On the Question of Intentional Communities

On the Question of Intentional Communities November 17, 2021

 

You’ve surely heard by now of the humiliating downfall of the leader of Regina Caeli Academy and the planned “Veritatis Splendor” intentional community, which anyone could have predicted. You can read all about the project here. It was a terrible idea from the beginning. I’m sorry for everyone who was hurt in this situation.

Intentional communities always sound so nice in the abstract. The notion that you can get away from the bad old world and just hunker down with other believers is a tempting one. It would feel comfortable to only be around people who thought as you did. It would feel safe if you could turn your children out to play every day and not worry that they’d run into somebody objectionable. It would be convenient if you could live in a cottage right next to your parish church, with a school right there and everything laid out for you. It’s comforting to be in a place you feel like you belong, with other believers you know, where you can depend on one another.

Of course it never really works out that way.

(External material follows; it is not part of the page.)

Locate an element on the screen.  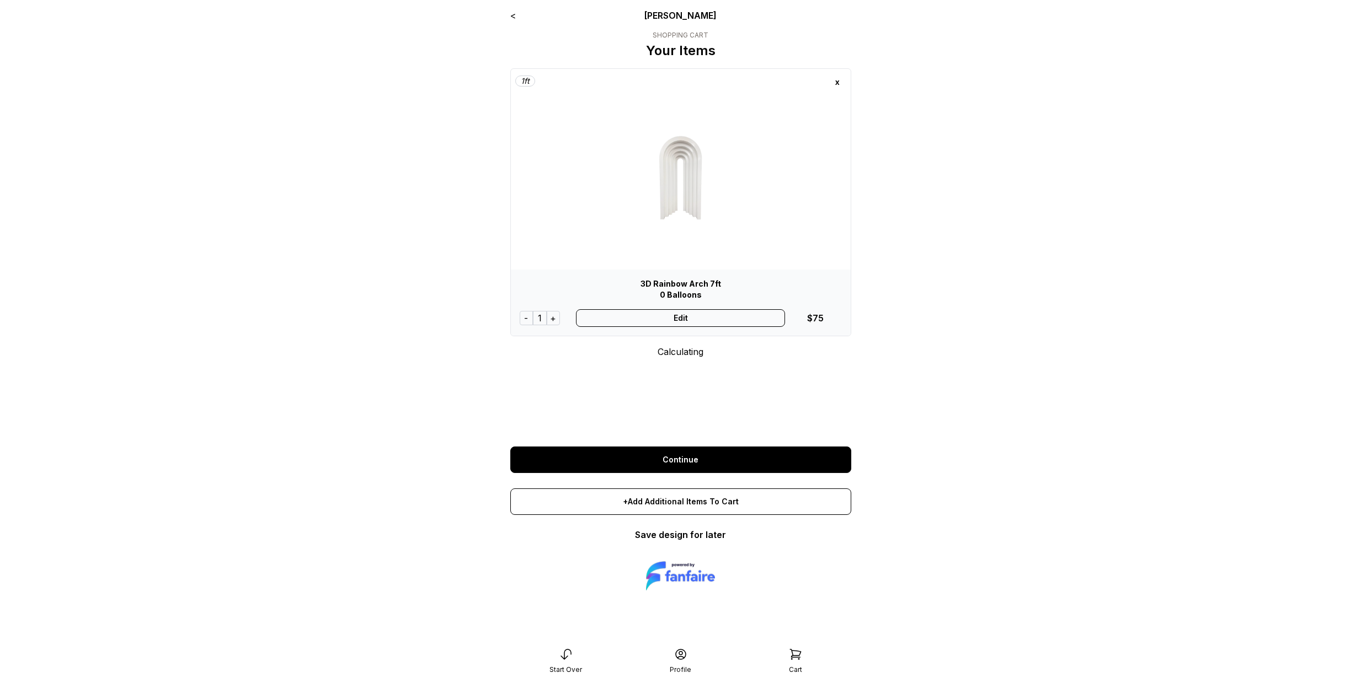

Like-minded people are never as like-minded as we’d wish, and fights break out over small differences. Rivalries get sillier and sillier as everyone tries to wear a scapular bigger than the next person’s or kneel in thanksgiving after Mass just a second longer than anybody else. Somebody’s personal crotchets turn into scruples which turn into full blown neurosis, and the mental health of the whole group can end up suffering. And, of course, there’s no guarantee that you really can turn your children out to play, or send them to the nice Catholic school and church, without them running into somebody objectionable. Abusers are everywhere. They groom communities. They know exactly what to say to make you feel that you’re safe, until it’s too late. Those are a few of the things that can go wrong in an intentional community, just in the abstract. The situation with Veritatis Splendor gives us a more concrete cautionary tale. I wrote a piece on cults and cultlike thinking awhile ago; it really does sound like Regina Caeli Academy was becoming a cult.

Still, I can fully understand the impulse to flee the world and barricade yourself in an intentional community. It sounds like, if we could only figure out a way to make it work, it would be a great way to be Christian.

But what if, just hear me out for a minute… what if Christians are not supposed to flee the world?

A handful of us are. Saint Mary of Egypt and Saint Anthony the Great did something that seemed to work for them. I don’t grudge them that. But what if that’s not what God wants for most of us?

What if most people are supposed to stay right here in the world and do what good we can in it?

What if it’s not actually good to isolate ourselves in intentional communities where we only see people we consider our peers? Places where it inevitably breaks down into a rivalry between families about who’s the most pious and rigid? Places where the skirts and the prayers and the lists of “don’ts” keep getting longer and longer while our patience and charity get thinner? Places that end, if they don’t begin, with getting taken advantage of by con artists and eventually collapse into spiritual and other forms of abuse? What if we’re supposed to be doing good where we already are? Right here, where we’re standing, and not in another place? With the tools you have now, and not some other tools?

Silly people try to blame Saint Benedict for the notion that Christianity is about escaping the bad old secular world and living in a bunker, but that flies in the face of what Saint Benedict actually did. When I was a Catholic homeschooled girl, I read the Tan book on Saint Benedict and loved it. My favorite story was when a hungry man came to the monastery to ask for something to eat. Saint Benedict immediately gave the man an armload of loaves of bread, enough for each of his children to have a loaf. The man protested that that might leave the monks with not enough to eat, but Saint Benedict insisted. The man walked away, but about halfway home he felt guilty. He went back to Saint Benedict and tried to return the bread, but Benedict showed him the pile of bread that a stranger hand come and donated to the monks just after he left, and sent the man on his way. Apparently things like that were always happening at the monastery.

This means that the Benedictines were not going to great lengths to shut the world out of their monastery. They didn’t barricade the door and tell the poor man to go away. They let him in and helped him. They let in the person who was bringing bread. They let in the man again to see what he wanted this time.

They weren’t hiding from the world, they were feeding the world. They were letting the world right in and taking care of them.

And if you look at the history of monasteries throughout the ages, that’s usually what they ended up doing. And that’s what saintly queens like Elizabeth of Hungary ended up doing, and pastors like Don Bosco, and misfit younger siblings like Catherine of Sienna. They lived where they happened to live, and they found ways to help the people around them who were in need.

I have come to the conclusion that that’s what we should be doing.

We should be living right where we find ourselves, here in the bad old world where nothing is quite as it should be. We should have some kind of a prayer life here and get our children to Mass.  We should be attentive to the people around us. And we should help them however we can. Wherever that takes us, that’s where we’re supposed to be.

We need to give up trying to flee the world, and find a way to be Christians here in the world.

That’s not nearly as pretty or convenient-sounding as getting away from it all and joining an intentional community. But on the bright side, it just might lead to Heaven.

 

 

Mary Pezzulo is the author of Meditations on the Way of the Cross and Stumbling into Grace: How We Meet God in Tiny Works of Mercy.